Characters: 9 male, 3 female "The Great Grey Ghost of Old Spook
Lane" is about a little boy, Roger, who is new in town. The kids at
school tell him about a haunted house and dare him to go in. Roger
feels he has to do it to get "in" with the gang. So on a rainy
night they all meet and push him in through a window. The lights go
on. The house isn't empty. An elderly man lives there quietly. He
used to be a sound effects man back in radio days he has all the
equipment in the basement. They play a trick on the kids and invite
them back for dinner. The house is filled with scary sound effects
as the "Ghost" serves his "Ghostly Repast" of evil eye soup,
phantom pie, etc.

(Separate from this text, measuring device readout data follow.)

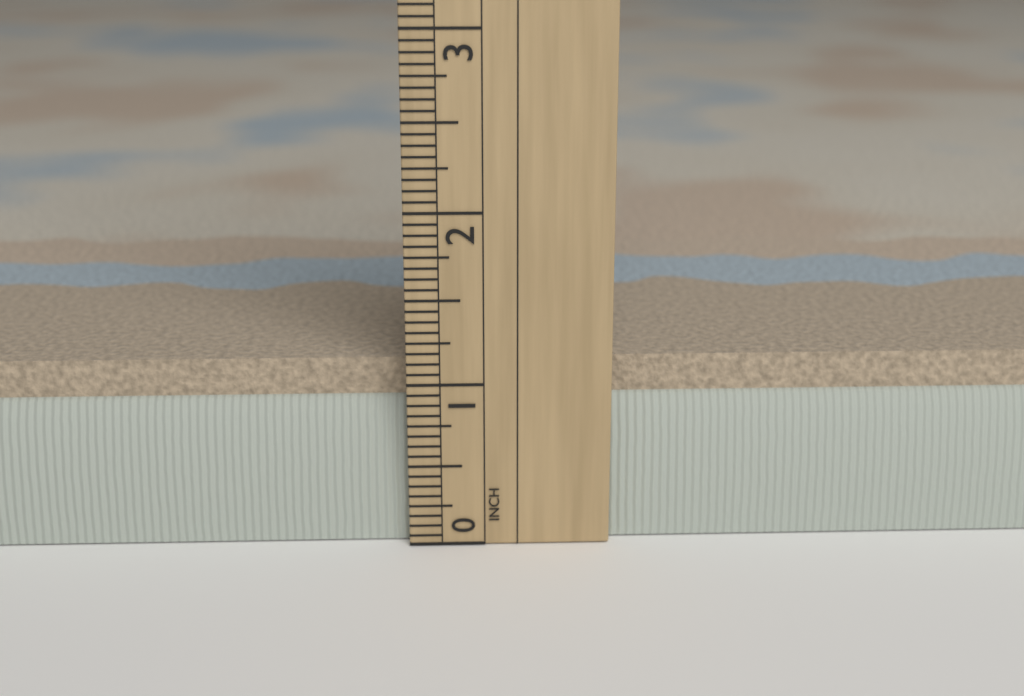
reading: 1.1250 in
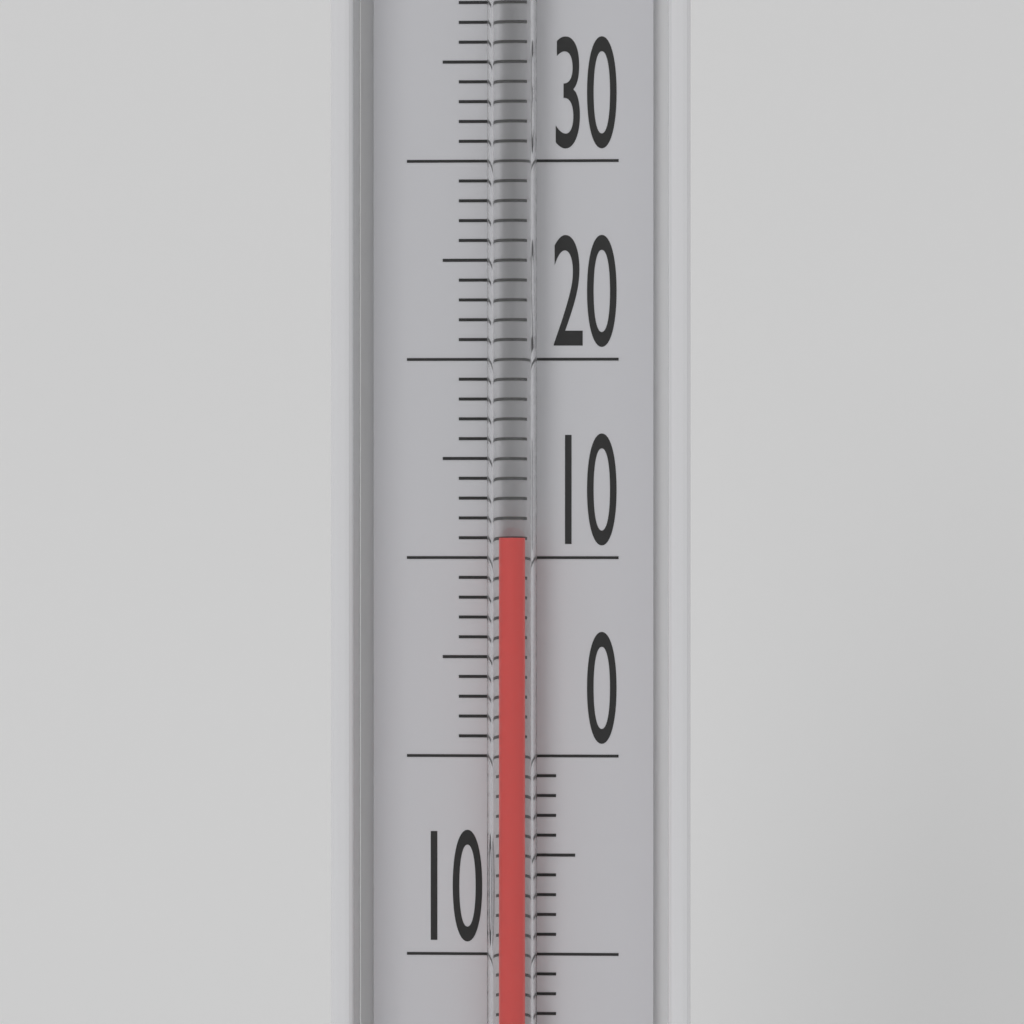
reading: 11 °C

Everyone is scared except brave Roger. The kids
learn a lesson about accepting new people and Roger learns there
are limits to what you should do to be accepted.
With an introduction by Jayne Anne Phillips Shortlisted for the
Orange Prize for Fiction, a novel inspired by the shocking true
story of the Scottsboro boys. Even after all these years, the
injustice still stuns. Innocent boys sentenced to die, not for a
crime they did not commit, but for a crime that never occurred.

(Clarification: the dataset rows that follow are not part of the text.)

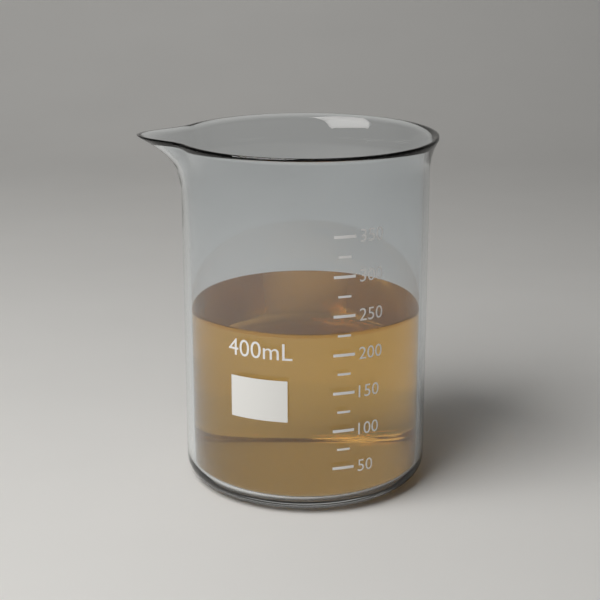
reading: 225 mL
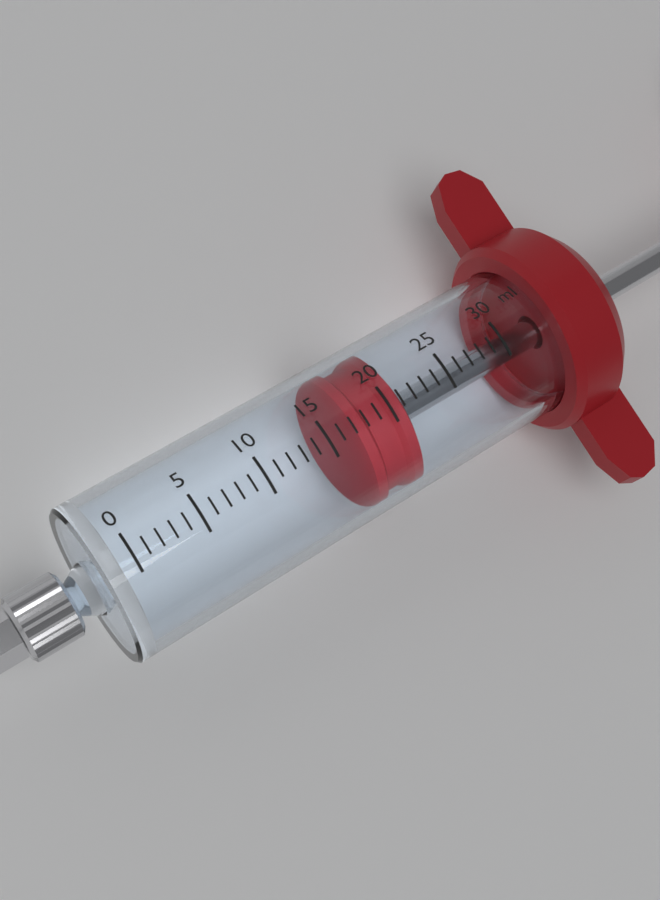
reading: 17 ml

Lives splintered as casually as wood being hacked for kindling.
Alabama, 1931. A freight train is stopped in Scottsboro, nine black
youths are brutally arrested and, within minutes, the cry of rape
goes up from two white girls. In the shocking aftermath, one sticks
to her story whilst the other keeps changing her mind, and an
impassioned young journalist must try to save nine boys from the
electric chair, one girl from a lie and herself from the clutches
of the past . . . Stirring racism, sexism and the politics of a
divided America into an explosive brew, Scottsboro gives voice to
the victims - black and white - of this infamous case. Shortlisted
for the Orange Prize for Fiction in 2009, Ellen Feldman's classic
charts a fight for justice during the burgeoning civil-rights
movement.
In the past decade the central principles of western feminist
theory have been dramatically challenged. many feminists have
endorsed post-structuralism's rejection of essentialist theoretical
categories, and have added a powerful gender dimension to
contemporary critiques of modernity. Earlier 'women' have been
radically undermined, and newer concerns with 'difference',
'identity', and 'power' have emerged. Destabilizing Theory explores
these developments in a set of specially commissioned essays by
feminist theorists. Does this change amount to a real shift within
feminist theory, or will feminism's links with an emancipatory
modernism reinstate an older political agenda? Can we transcend the
common counterposition of equality and difference, or is feminism
condemned to argue within the terms of this binary opposition?